# Task objective
Copy the records below exactly, leaving out any pictures.
-- Opening Marker --
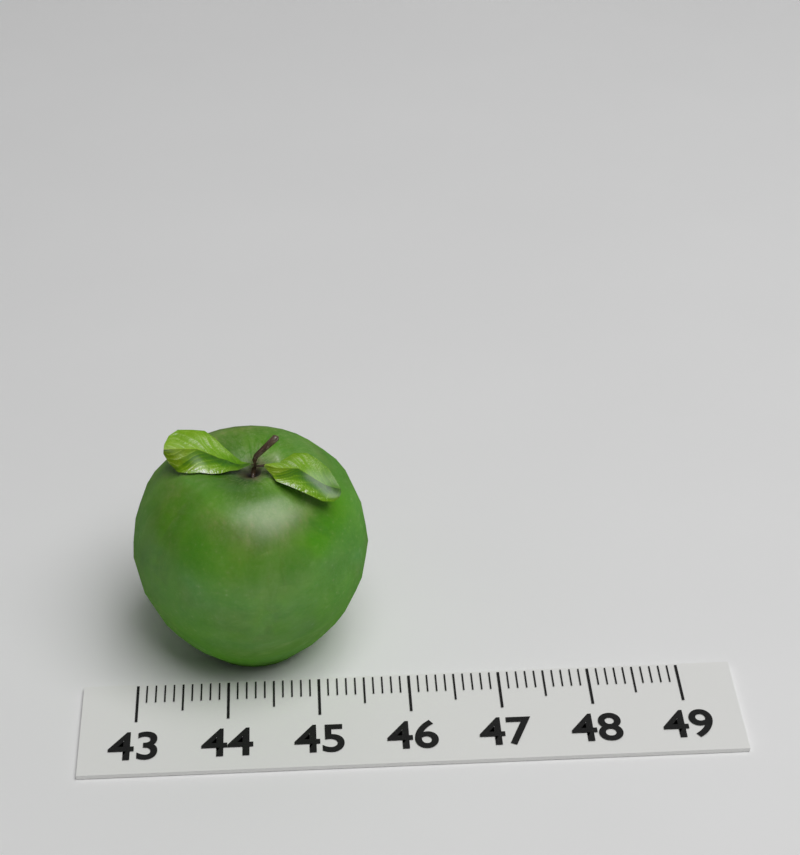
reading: 45.6 (no unit)
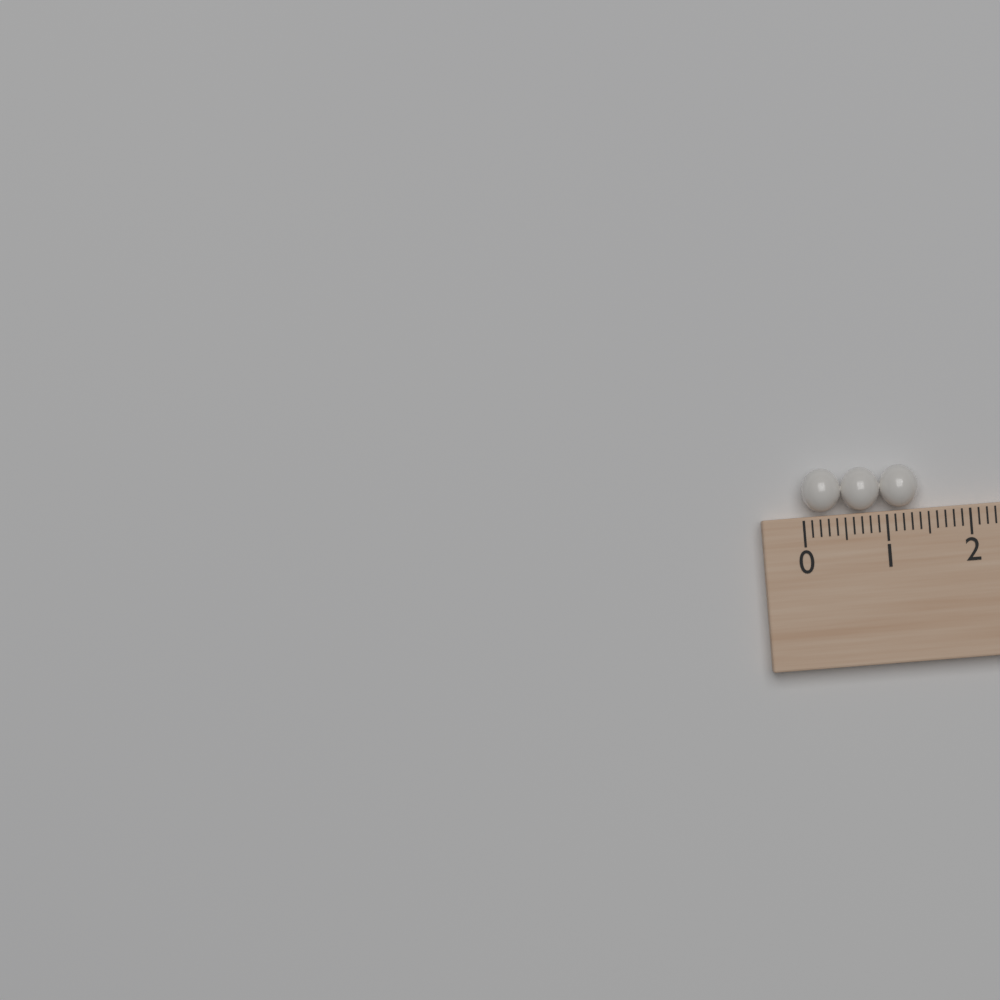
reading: 1.4 (no unit)
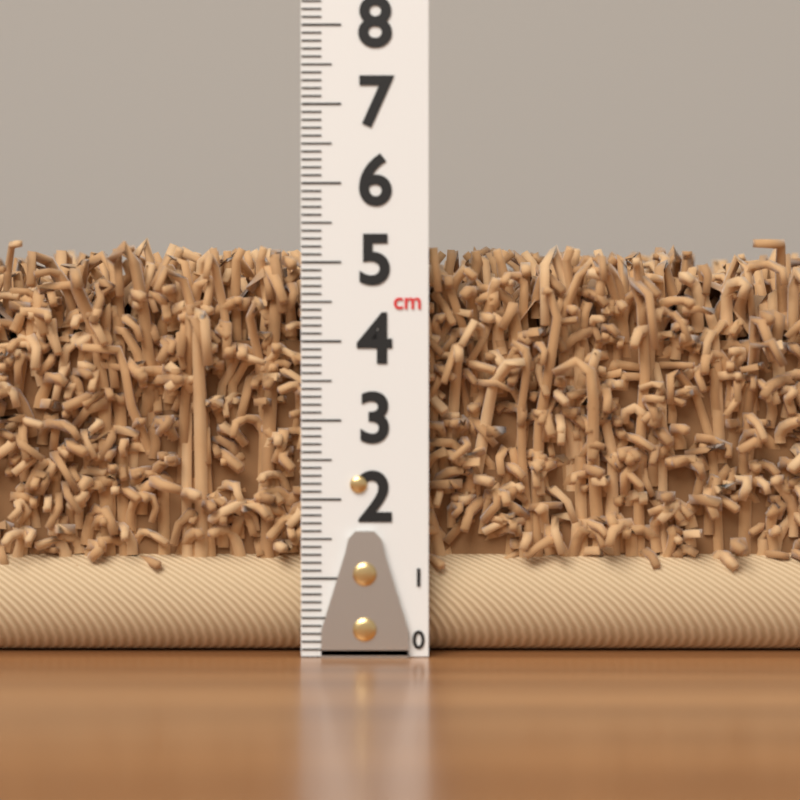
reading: 5.5 cm
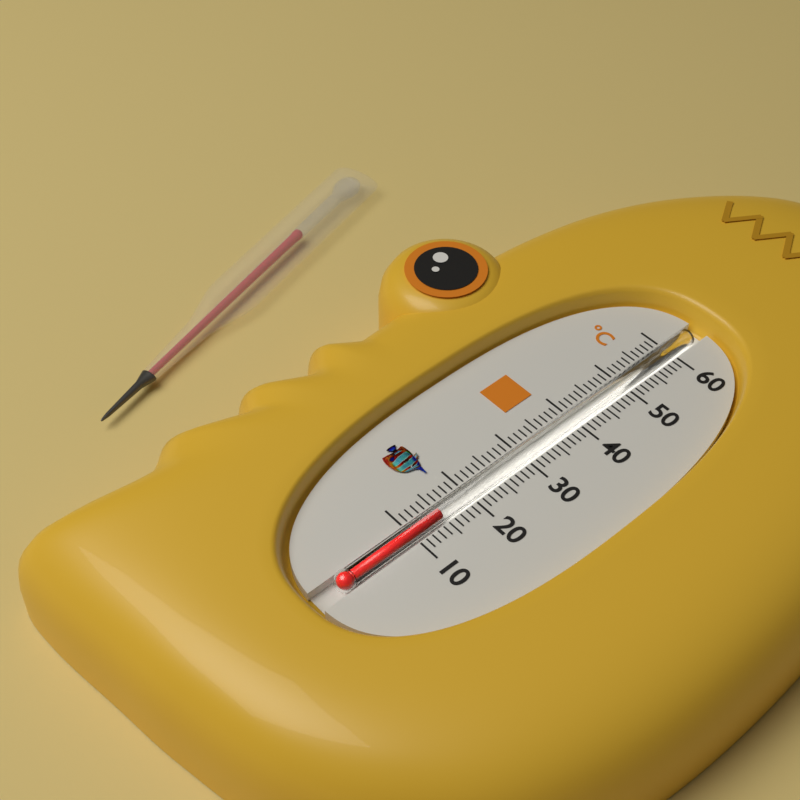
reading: 15 °C
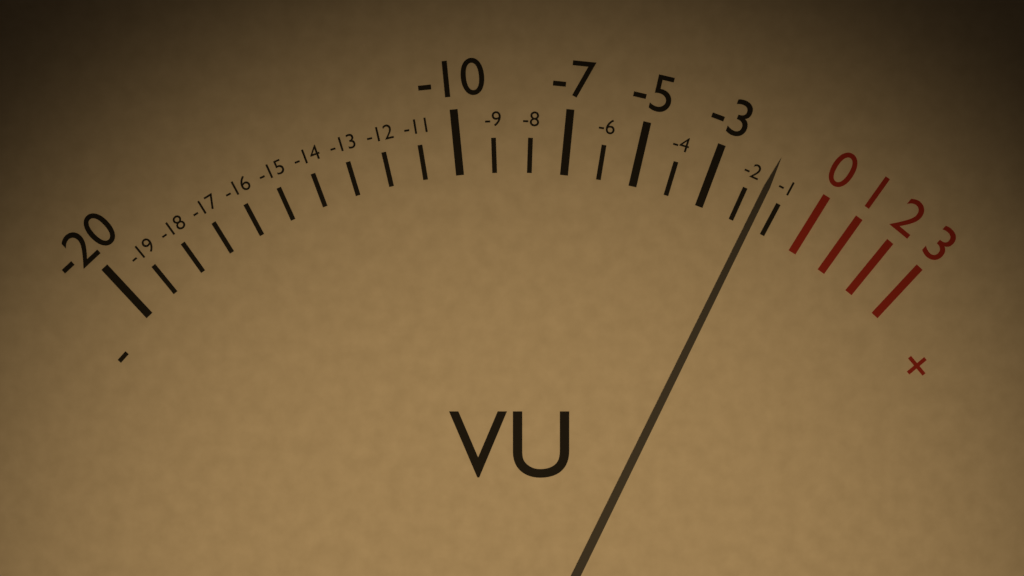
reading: -1.5 VU
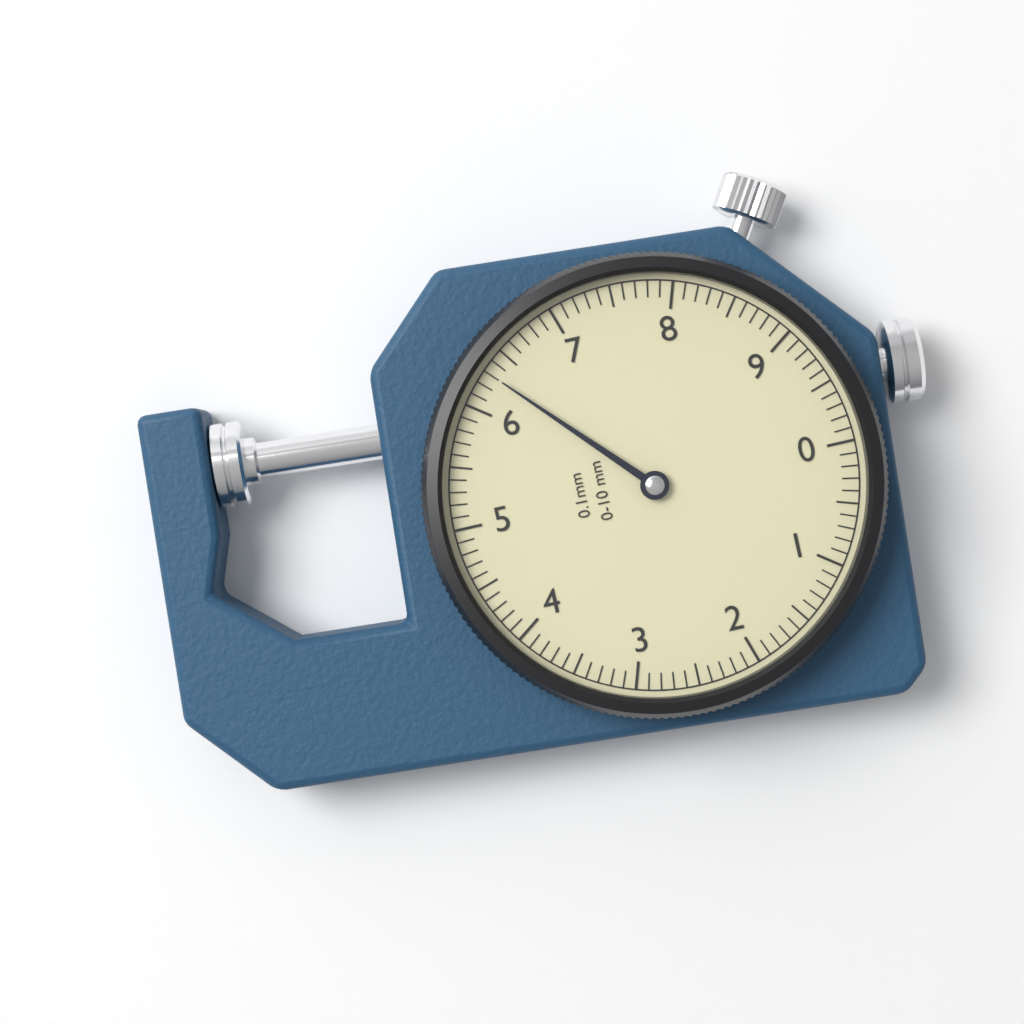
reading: 6.3 mm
-- Closing Marker --
# Reply
reading: 45.6 (no unit)
reading: 1.4 (no unit)
reading: 5.5 cm
reading: 15 °C
reading: -1.5 VU
reading: 6.3 mm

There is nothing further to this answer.